> _To do_
All of the data needs to be reproduced with no alterations.

Stored data entries:
————
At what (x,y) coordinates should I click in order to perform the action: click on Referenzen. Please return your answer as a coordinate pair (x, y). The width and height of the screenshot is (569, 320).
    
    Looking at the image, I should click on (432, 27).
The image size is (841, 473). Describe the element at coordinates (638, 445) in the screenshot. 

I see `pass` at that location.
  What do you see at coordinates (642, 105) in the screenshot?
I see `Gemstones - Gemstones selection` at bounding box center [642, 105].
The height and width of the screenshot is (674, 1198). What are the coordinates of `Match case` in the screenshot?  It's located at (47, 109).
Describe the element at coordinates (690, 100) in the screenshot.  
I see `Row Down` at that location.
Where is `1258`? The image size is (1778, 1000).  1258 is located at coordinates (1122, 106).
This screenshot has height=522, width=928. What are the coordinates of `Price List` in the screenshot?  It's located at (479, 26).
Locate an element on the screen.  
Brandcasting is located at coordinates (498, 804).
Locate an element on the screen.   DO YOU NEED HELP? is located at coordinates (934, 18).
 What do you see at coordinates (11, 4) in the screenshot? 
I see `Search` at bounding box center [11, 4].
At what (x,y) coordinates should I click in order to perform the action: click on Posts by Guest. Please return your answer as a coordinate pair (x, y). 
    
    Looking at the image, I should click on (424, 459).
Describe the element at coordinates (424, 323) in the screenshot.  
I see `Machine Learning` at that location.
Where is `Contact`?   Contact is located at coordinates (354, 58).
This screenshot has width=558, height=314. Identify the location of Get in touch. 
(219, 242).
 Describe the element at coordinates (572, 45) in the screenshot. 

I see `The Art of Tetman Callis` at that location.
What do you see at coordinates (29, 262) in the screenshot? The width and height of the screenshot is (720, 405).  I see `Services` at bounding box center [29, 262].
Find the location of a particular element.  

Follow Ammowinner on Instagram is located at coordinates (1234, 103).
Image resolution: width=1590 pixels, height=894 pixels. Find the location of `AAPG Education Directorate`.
————
> _Exercise solution_
At what (x,y) coordinates should I click in order to perform the action: click on Referenzen. Please return your answer as a coordinate pair (x, y). The width and height of the screenshot is (569, 320).
    
    Looking at the image, I should click on (432, 27).
The image size is (841, 473). Describe the element at coordinates (638, 445) in the screenshot. 

I see `pass` at that location.
  What do you see at coordinates (642, 105) in the screenshot?
I see `Gemstones - Gemstones selection` at bounding box center [642, 105].
The height and width of the screenshot is (674, 1198). What are the coordinates of `Match case` in the screenshot?  It's located at (47, 109).
Describe the element at coordinates (690, 100) in the screenshot.  
I see `Row Down` at that location.
Where is `1258`? The image size is (1778, 1000).  1258 is located at coordinates (1122, 106).
This screenshot has height=522, width=928. What are the coordinates of `Price List` in the screenshot?  It's located at (479, 26).
Locate an element on the screen.  
Brandcasting is located at coordinates (498, 804).
Locate an element on the screen.   DO YOU NEED HELP? is located at coordinates (934, 18).
 What do you see at coordinates (11, 4) in the screenshot? 
I see `Search` at bounding box center [11, 4].
At what (x,y) coordinates should I click in order to perform the action: click on Posts by Guest. Please return your answer as a coordinate pair (x, y). 
    
    Looking at the image, I should click on (424, 459).
Describe the element at coordinates (424, 323) in the screenshot.  
I see `Machine Learning` at that location.
Where is `Contact`?   Contact is located at coordinates (354, 58).
This screenshot has width=558, height=314. Identify the location of Get in touch. 
(219, 242).
 Describe the element at coordinates (572, 45) in the screenshot. 

I see `The Art of Tetman Callis` at that location.
What do you see at coordinates (29, 262) in the screenshot? The width and height of the screenshot is (720, 405).  I see `Services` at bounding box center [29, 262].
Find the location of a particular element.  

Follow Ammowinner on Instagram is located at coordinates (1234, 103).
Image resolution: width=1590 pixels, height=894 pixels. Find the location of `AAPG Education Directorate`.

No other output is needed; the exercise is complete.